The Mudcat Café TM
Thread #106810   Message #2210905
Posted By: Mick Pearce (MCP)
07-Dec-07 - 06:30 PM
Thread Name: Origins: Two sons were brothers
Subject: RE: Origins: Two sons were brothers
The poem Old Grimes was published by Albert Greene in 1822 and is available in several places on the net. Here's a copy from Old Grimes - wikisource:

Old Grimes is dead; that good old man,
      We ne'er shall see him more;
    He used to wear a long, black coat,
      All buttoned down before.

    His heart was open as the day,
      His feelings all were true;
    His hair was some inclined to gray,
      He wore it in a queue.

    He lived at peace with all mankind,
      In friendship he was true;
    His coat had pocket-holes behind,
      His pantaloons were blue.

    He modest merit sought to find,
      And pay it its desert;
    He had no malice in his mind,
      No ruffles on his shirt.

    His neighbours he did not abuse,
      Was sociable and gay;
    He wore large buckles on his shoes,
      And changed them every day.

    His knowledge, hid from public gaze,
      He did not bring to view,
    Nor make a noise town-meeting days,
      As many people do.

    His worldly goods he never threw
      In trust to fortune's chances,
    But lived (as all his brothers do)
      In easy circumstances.

    Thus undisturbed by anxious cares
      His peaceful moments ran;
    And everybody said he was
      A fine old gentleman.



The poem seems to have been published a lot thereafter. Walt Whitman did an imitative version in 1840 - Young Grimes

When old Grimes died, he left a son--
The graft of worthy stock;
In deed and word he shows himself
A chip of the old block.

In youth, 'tis said, he liked not school--
Of tasks he was no lover;
He wrote sums in a ciphering book,
Which had a pasteboard cover.

Young Grimes ne'er went to see the girls
Before he was fourteen;
Nor smoked, nor swore, for that he knew
Gave Mrs. Grimes much pain.

He never was extravagant
In pleasure, dress, or board;
His Sunday suit was of blue cloth,
At six and eight a yard.

But still there is, to tell the truth,
No stinginess in him;
And in July he wears an old
Straw hat with a broad brim.


Whether the song versions were based on the poems or whether Greene was inspired by the song would be an interesting question to answer.

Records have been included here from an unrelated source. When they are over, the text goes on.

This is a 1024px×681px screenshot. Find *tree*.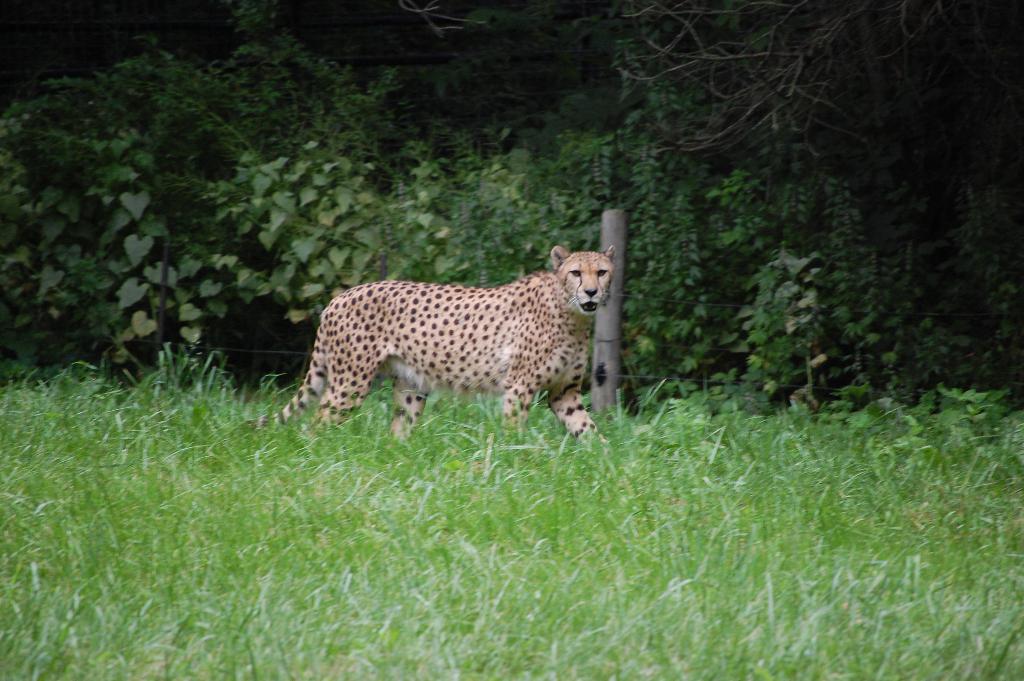
Bounding box: bbox=[79, 44, 418, 247].
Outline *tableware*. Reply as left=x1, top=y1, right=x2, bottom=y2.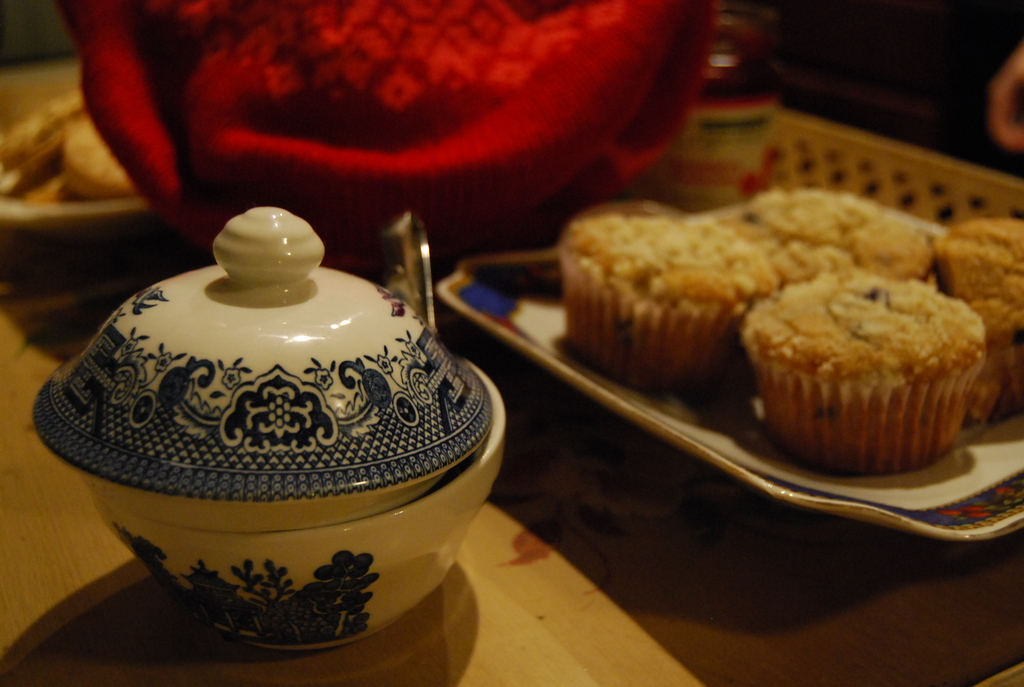
left=0, top=52, right=155, bottom=240.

Bartlett's Quotations 1919 offers these two in notes to the 1st verse of Old Grimes:

John Lee is dead, that good old man,—
We ne'er shall see him more;
He used to wear an old drab coat
All buttoned down before.

To the memory of John Lee, who died May 21, 1823.
An Inscription in Matherne Churchyard.

Old Abram Brown is dead and gone,—
    You'll never see him more;
He used to wear a long brown coat
    That buttoned down before.

Halliwell: Nursery Rhymes of England, p. 60.


The first quote from 1823 would suggest either that someone was quick at appropriating Greene's verse or (perhaps more likely?) that the verse was already in circulation.